Buried in the House Oversight documents is something unexpected: pages from what appears to be Alan Dershowitz's own writing about legal cases he handled. HOUSE_OVERSIGHT_017239.jpg contains what reads like memoir material discussing First Amendment law, privacy rights, and celebrity cases from his career. The question is not what these pages say, but why they ended up in an investigation file at all.
A Lawyer Writing About His Philosophy
The document discusses legal principles through case examples. Dershowitz writes about representing clients in privacy disputes, explaining his view that "to be a First Amendment lawyer requires developing thick skin." He describes being targeted by what he calls "a cartoon by a South American neo-Nazi" that depicted him in disturbing imagery, which he characterizes as protected speech because he is "clearly a public figure."
The pages transition into discussion of privacy law, tracing it back to Louis Brandeis's 1890 Harvard Law Review article "The Right to Privacy." Then Dershowitz describes representing Brooke Shields when she was about to enter Princeton. He explains that when Shields was 10, her mother signed a contract allowing a photographer to take nude photographs. Years later, the photographer wanted to publish them in a calendar.
The document cuts off mid-sentence: "She hired a former student of mine to try to negotiate with the photographer to b"
Why This Matters
Dershowitz became publicly linked to the Epstein case when Virginia Giuffre accused him of sexual abuse, which he has vigorously denied. He has filed multiple defamation suits and countersuits related to these allegations. The appearance of his own writing in House Oversight files suggests investigators were studying his stated legal positions.
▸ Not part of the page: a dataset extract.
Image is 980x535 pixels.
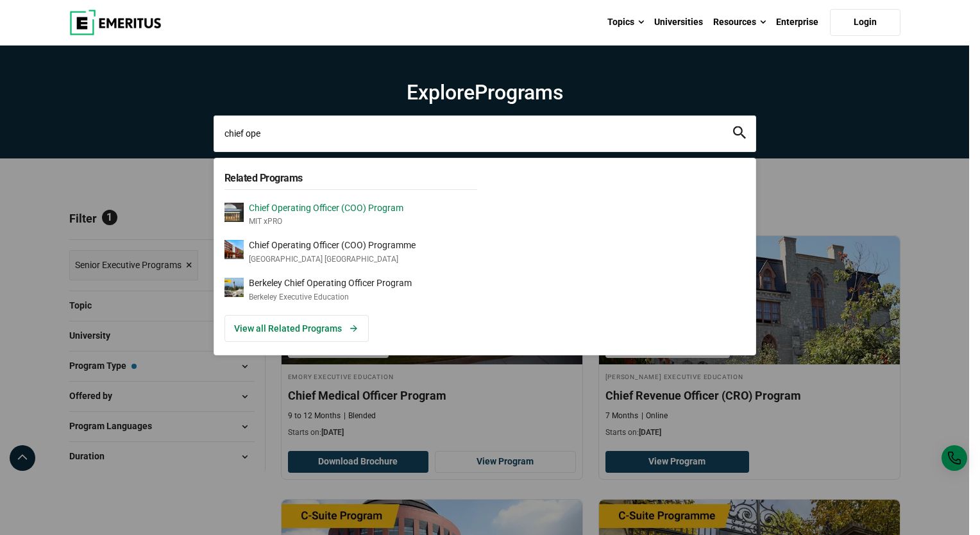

When someone writes extensively about their own legal philosophy, especially regarding cases involving minors and privacy rights, that writing can become evidence of their thinking. This appears to be a page from a book or article where Dershowitz laid out his views on when nude photographs of children might be considered protected speech or publishable material.
The Shields Case as Example
The Brooke Shields case is real legal history. In 1983, Shields sued photographer Garry Gross to prevent publication of nude photographs taken when she was 10. She lost. The New York Court of Appeals ruled that her mother's consent was valid and the images could be published. The case became a landmark decision on parental rights, contracts, and privacy.
Dershowitz's description here positions himself as tangentially involved, noting that Shields "hired a former student of mine" to negotiate. He frames the case within his broader discussion of privacy rights versus First Amendment protections.
When Philosophy Becomes Evidence
The presence of this document in House Oversight files shows how investigators approached their work. They collected not just emails and flight logs, but also published and unpublished writings that revealed how key figures thought about relevant legal questions.
If you represent someone accused of sex crimes, and you have written extensively about cases involving nude photographs of children, those writings become relevant. Not because they prove anything about your own conduct, but because they show your legal reasoning and stated positions.
The document reference "WC: 191694" suggests this is page 191,694 of a much larger collection, with a date of 4.2.12 (April 2, 2012). This indicates investigators were reviewing materials Dershowitz produced years before the 2019 arrests and investigations that produced most Epstein files.
The Incomplete Page
The document ends abruptly, cutting off mid-word. We don't know what Dershowitz was about to write about the photographer. We don't know if this was published material, a book manuscript, or legal briefing papers. The file name gives no context beyond its House Oversight origin.
This incompleteness is itself significant. Someone extracted this specific page or pages from a larger work. Someone decided this section mattered enough to include in files turned over to House investigators.
Reading Between the Lines
The document reveals how Dershowitz thinks about First Amendment issues when his clients are celebrities trying to suppress embarrassing material. He writes about "developing thick skin" as a requirement for First Amendment lawyers. He describes cases where disturbing images were ultimately protected speech.
In the Epstein context, these philosophical positions take on different weight. When someone has written about when it's legally acceptable to publish nude photographs of minors, and that person later becomes accused in a case involving minors, investigators will want to understand their stated legal theories.
What This Document Type Tells Us
The archive contains many document types: emails, flight logs, photographs, financial records. But it also contains publications, articles, and written work by people connected to the case. These materials show investigators building a complete picture not just of actions, but of stated beliefs and legal positions.
When Alan Dershowitz writes about his legal philosophy in one context, those writings can be examined in another context years later. That's what appears to have happened here. A piece of legal writing about privacy law and celebrity cases ended up in an investigation file because the author became a subject of interest.
The document has been viewed 213 times, suggesting researchers have found it and tried to understand its relevance. Like much in this archive, context is everything. A law professor's case study becomes something different when that professor's own conduct comes under scrutiny.